The Blithedale Romance - Finished At Last

The Blithedale Romance

Having misplaced this book a half dozen times, I finally sat down this week and read it through to the end.

I am letting my musings settle while I figure out what I believe about the novel - what Hawthorne meant to say and whether he succeeded.

One passage I read echoed with a conversation I had this week. A friend mentioned that she has no plans for St. Patrick's Day because despite her Irish surname, when she was growing up her father was adamant they were "Americans" and definitely not Irish.

I can vouch for the fact that for the generation before mine in Massachusetts, it was still undesirable to be Irish. We did not celebrate St. Patrick's Day in my family either. My dad's mother was Scottish. Growing up Catholic in Boston with fair skin and Celtic features, my dad was often mistaken for Irish, and he staunchly defended himself against these allegations. When we were young he would not let us celebrate the Irish holiday and discouraged wearing of the green on that day by anyone not Irish.

Enough about me, the passage from chapter 22 refers to the flight of "Fauntleroy" .

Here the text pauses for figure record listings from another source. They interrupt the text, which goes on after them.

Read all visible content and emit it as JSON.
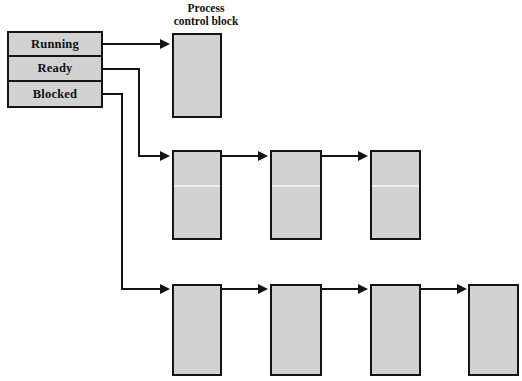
{
  "diagram": {
    "title_lines": [
      "Process",
      "control block"
    ],
    "state_table": {
      "rows": [
        {
          "label": "Running"
        },
        {
          "label": "Ready"
        },
        {
          "label": "Blocked"
        }
      ]
    },
    "queues": [
      {
        "name": "running-queue",
        "source_state": "Running",
        "block_count": 1,
        "blocks": [
          {
            "label": ""
          }
        ]
      },
      {
        "name": "ready-queue",
        "source_state": "Ready",
        "block_count": 3,
        "blocks": [
          {
            "label": ""
          },
          {
            "label": ""
          },
          {
            "label": ""
          }
        ]
      },
      {
        "name": "blocked-queue",
        "source_state": "Blocked",
        "block_count": 4,
        "blocks": [
          {
            "label": ""
          },
          {
            "label": ""
          },
          {
            "label": ""
          },
          {
            "label": ""
          }
        ]
      }
    ],
    "colors": {
      "block_fill": "#d2d2d2",
      "stroke": "#141414",
      "background": "#ffffff",
      "seam": "#f2f2f2"
    }
  }
}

He had fled northward to the New England metropolis...There he dwelt among poverty-stricken wretches, sinners, and forlorn good people, Irish, and whomsoever else were neediest.

I know it is no secret the Irish were relegated to the worst living conditions during the Industrial Revolution in New England, but still, I find it interesting that Irish is the only racial/cultural reference in that passage.

I enjoy Hawthorne's descriptive passages. I liked this from chapter 5 about the Native American name for the site of their community:

...it chanced to be a harsh, ill-connected, and interminable word, which seemed to fill the mouth with a mixture of very stiff clay and very crumbly pebbles.

Stiff clay and crumbly pebbles - I love it.